Thoreau’s “Civil Disobedience” which is about how life would be better if the government didn’t get involved with the people’s lives. Along with burying his possessions McCandless also takes his money and burns it saying how “ would have done both Thoreau and Tolstory proud” (29). The desert is a spiritual way for people to test themselves like how Chris is able to survive on his own. The passage of from Man in the Landscape, talks of a desert and how the, “leaders of the great religious have sought the therapeutic and spiritual values of retreat, not to escape but to find reality” (25). Paul Shepard was a writer who wrote about how people seek nature as emotional, psychological growth and development. The relation to McCandless is that in the same way he travels on his own hitchhiking to try and get to his destination of Alaska. The passage is about how some want to be and travel west. Stegner writings where sometimes based on the west.
Also Krakauer adds in a passage from Wallace Stegner, The American West as Living Space. Chris himself, “wanted excitement and danger” (15) by leaving his home and going on an adventure. The passage in Leo Tolstoy, Family Happiness it speaks of wanting more and the urge to break away from normal life and seek new things. Leo Tolstoy was a Christian and his literary techniques come from the teachings of Jesus. Krakauer tries to set a mood to the reader of the tragic way McCandless died. The laughter of sadness could be the mourning of the discovery of the body of McCandless. Only a bus stands in the forest and inside it is the body of Chris McCandless. The forest in this case is the Alaskan forest where nothing was around, empty and lifeless. The piece of wood found with the passage from Jack London’s White Fang, the passage speaks of a forest that is lifeless and depressing and a “hint in it of laughter” but the laughter isn’t cheerful but was “more terrible than any sadness” (9). Their actions cost them their life in the end. In the short story “To Build a Fire” by Jack London, both the main character of the short story and McCandless venture into the wilds of Alaska alone and ignore the warnings of other. McCandless was a vivid reader of his favorite authors like Jack London. The postcard foreshadows that something will happen to Chris and he won’t be coming back indicating the possible chance of him dying. In the postcard Chris states that “ adventure proves fatal and you don’t ever hear from again” (3).
The postcard sent to Wayne Westerberg from Chris McCandless talks about how this will be the last postcard Chris will send.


Repeat every record below exactly, omitting any pictures.

○ ○ ○

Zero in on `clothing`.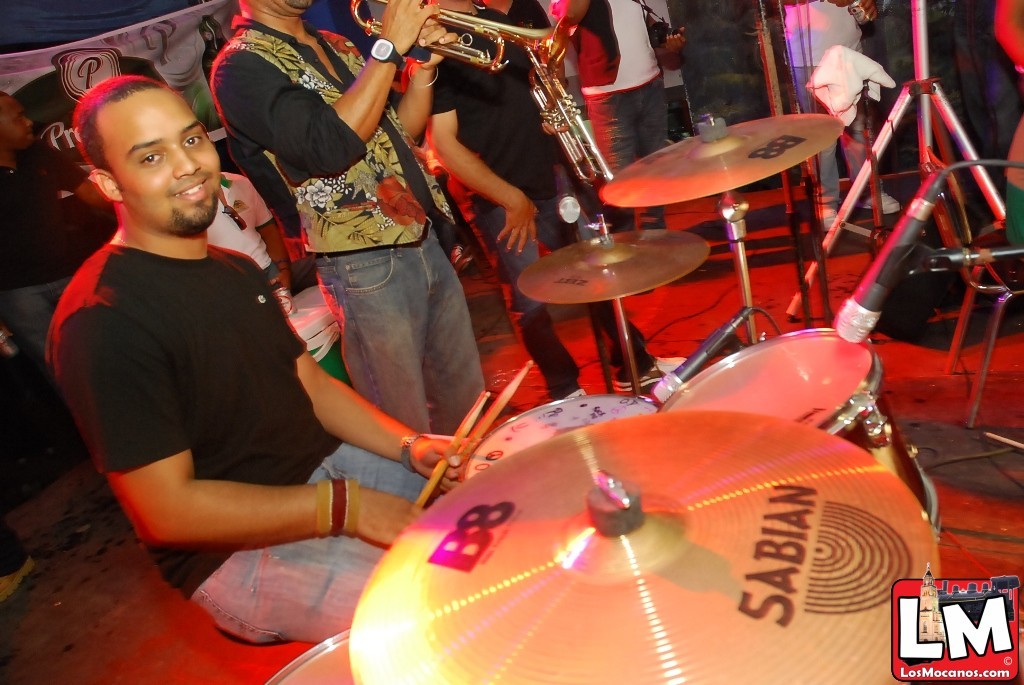
Zeroed in: <box>778,3,890,215</box>.
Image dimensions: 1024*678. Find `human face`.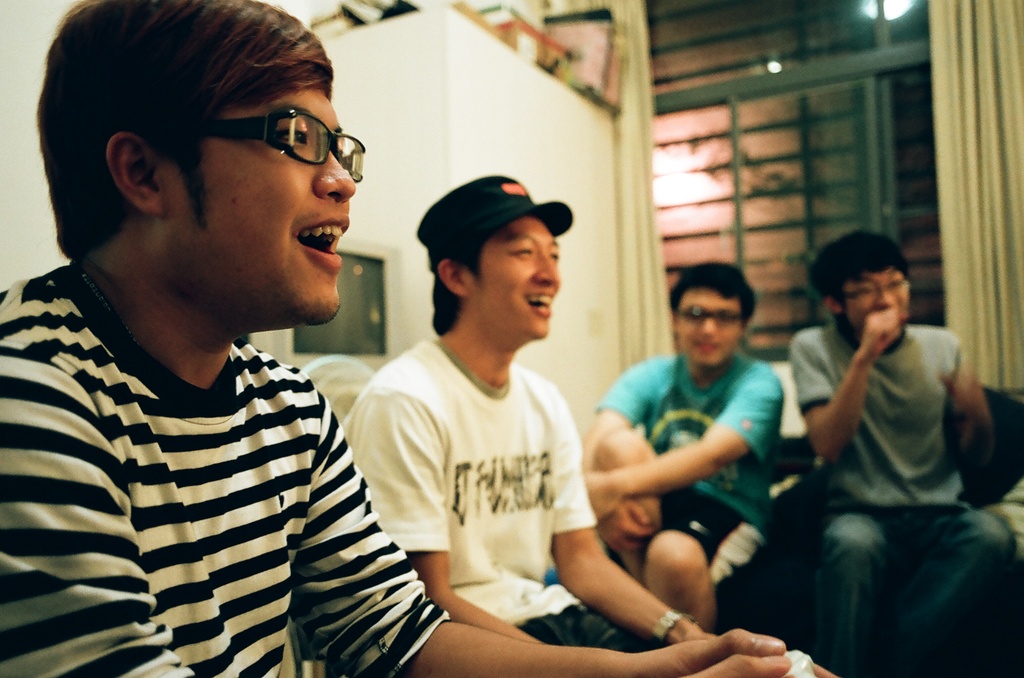
467,214,568,340.
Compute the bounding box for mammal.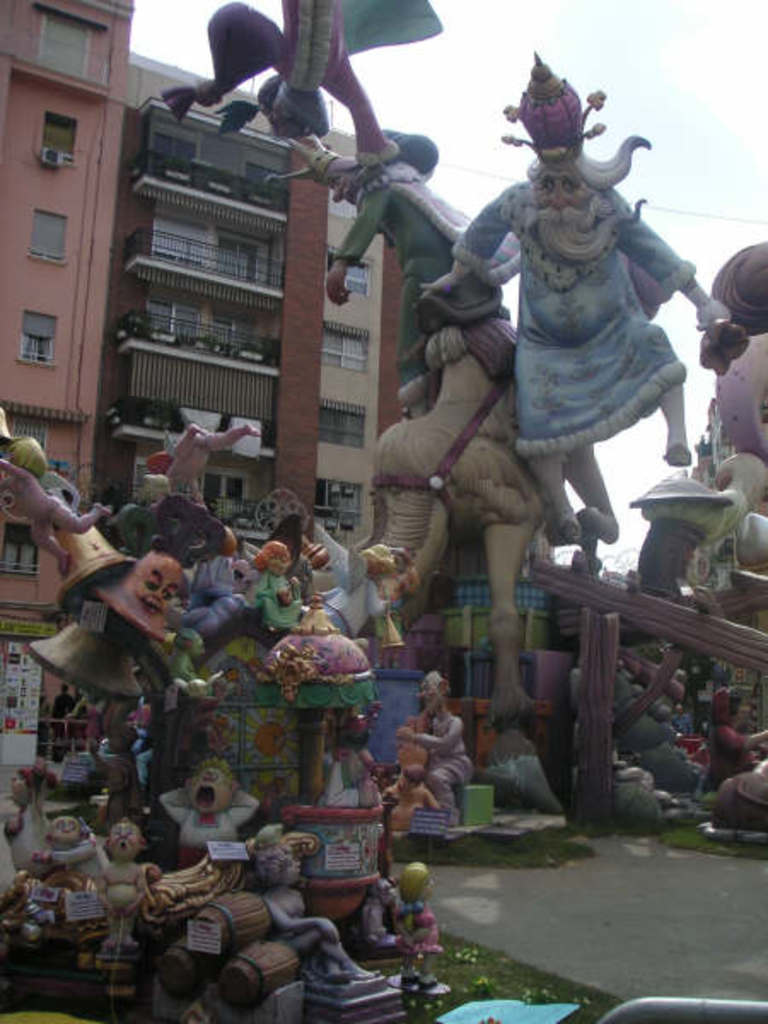
(x1=256, y1=126, x2=517, y2=416).
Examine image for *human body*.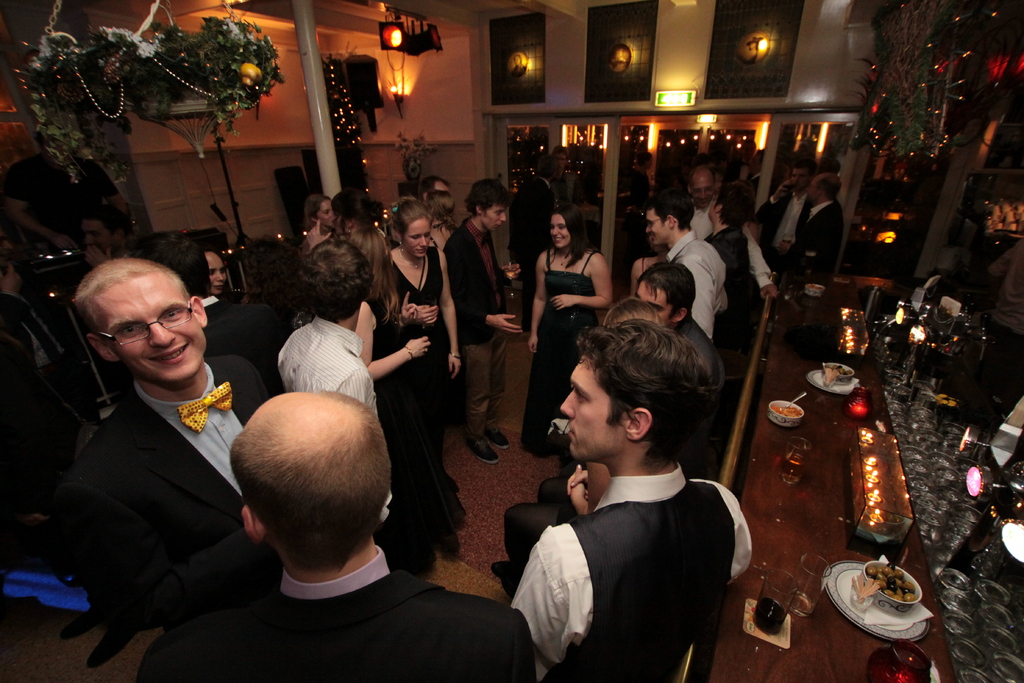
Examination result: [532, 211, 616, 441].
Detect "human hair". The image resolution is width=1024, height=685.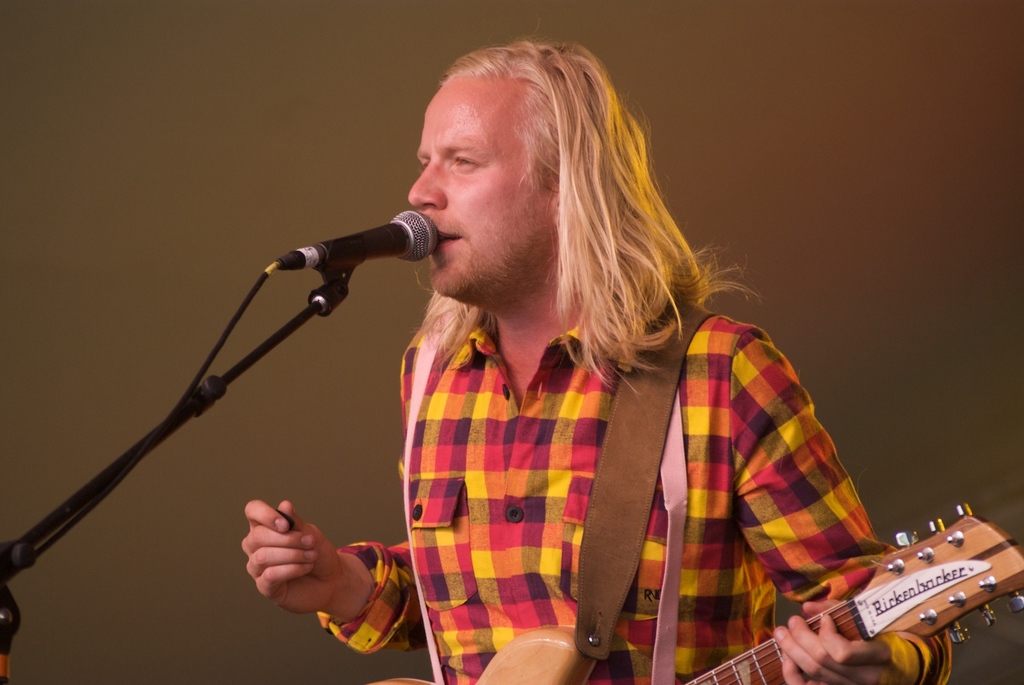
l=389, t=29, r=646, b=354.
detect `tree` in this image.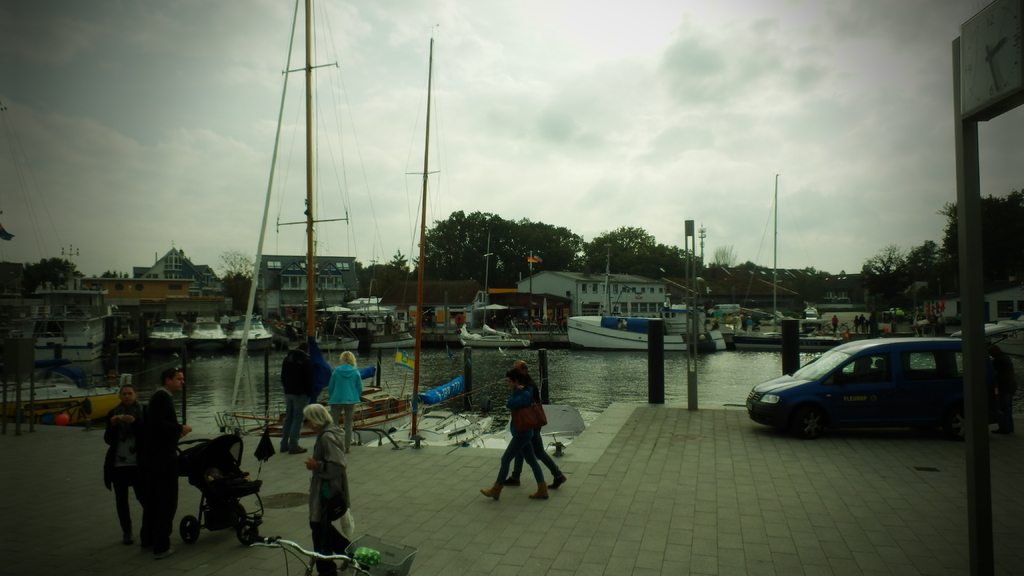
Detection: Rect(986, 186, 1023, 292).
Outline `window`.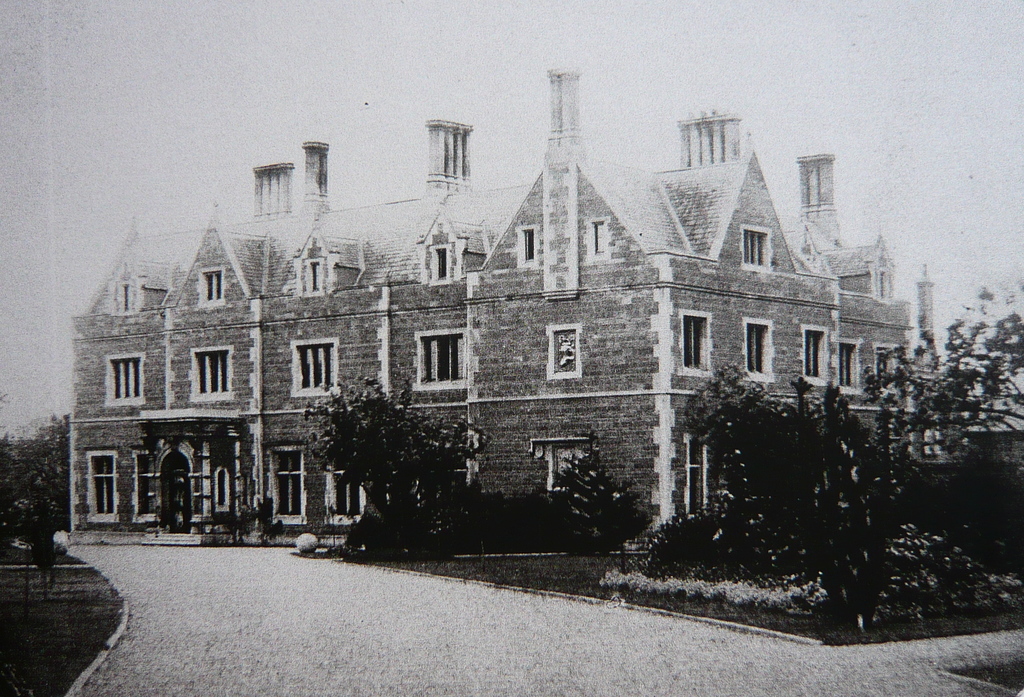
Outline: 743,322,768,372.
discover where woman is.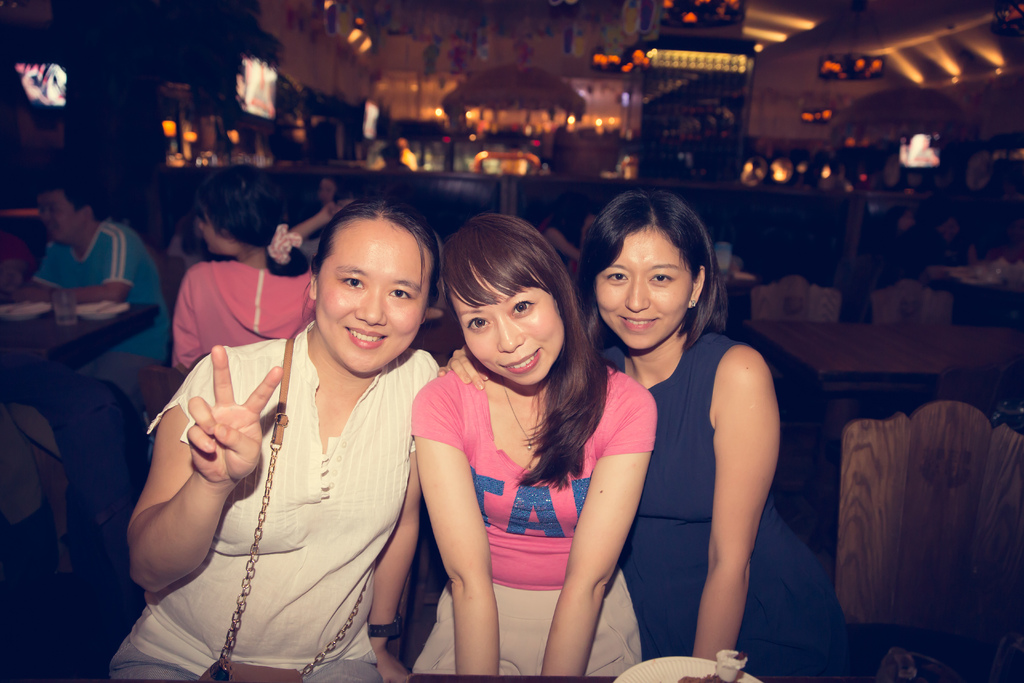
Discovered at region(566, 186, 798, 682).
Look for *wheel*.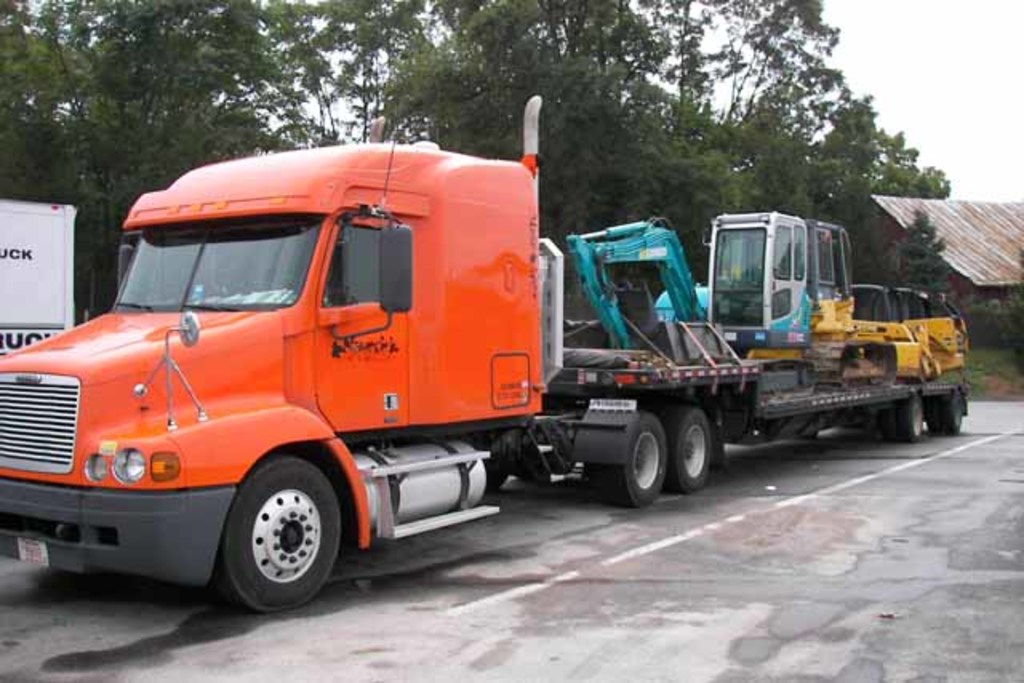
Found: <box>902,397,922,441</box>.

○ ○ ○

## Exercise solution
Zero in on `clothing`.
Zeroed in: <box>778,3,890,215</box>.
Image dimensions: 1024*678. Find `human face`.
467,214,568,340.
Compute the bounding box for mammal.
(x1=256, y1=126, x2=517, y2=416).
Examine image for *human body*.
Examination result: [532, 211, 616, 441].
Detect "human hair". The image resolution is width=1024, height=685.
l=389, t=29, r=646, b=354.
detect `tree` in this image.
Detection: Rect(986, 186, 1023, 292).
Outline `window`.
Outline: 743,322,768,372.
discover where woman is.
Discovered at region(566, 186, 798, 682).
Look for *wheel*.
Found: <box>902,397,922,441</box>.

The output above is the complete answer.